Balancing Goals in Teaching Jewish History
For the passionate Jewish History teacher, the academic year is not long enough. There is much that you want to cover regarding core knowledge and academic skills while making space for both the topics and the types of projects and assignments that are most likely to engage the student. In this article, I offer a strategy for course design that balances core-knowledge coverage, academic-skills development, and in-depth engagement. I argue that, in Jewish History courses, core-knowledge can be covered in separate units that provide an extensive survey. This strategy ensures coverage of what the teacher considers essential and lays the foundations and provides historical references and context for in-depth learning which follows.

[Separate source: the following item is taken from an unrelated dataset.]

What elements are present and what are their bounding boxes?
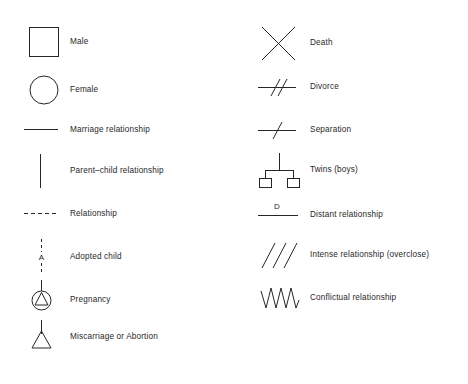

That in-depth learning is
Project Based Learning in Jewish History
Jewish History is often situated at an intersection between general studies and Judaic studies. Given that Project Based Learning (PBL) provides opportunities to combine the rigors of a general studies curriculum with a values-based approach typical of Judaic learning, Jewish History provides fertile ground for PBL to create meaningful and authentic learning experiences for students.
Remember and Understand
In his final song, Moses commands the Children of Israel: “Remember the days of old, seek to understand the years of each generation” (Deuteronomy 32:7). As we ask how best to teach Jewish History in high schools, there are three principles I’d like to examine based on the wording of Moses’ command. Moses speaks about remembering, implying that one must first acquire factual knowledge that makes sense and can sit in the memory. Only that way will the student be able to use the acquired information for her own thinking process.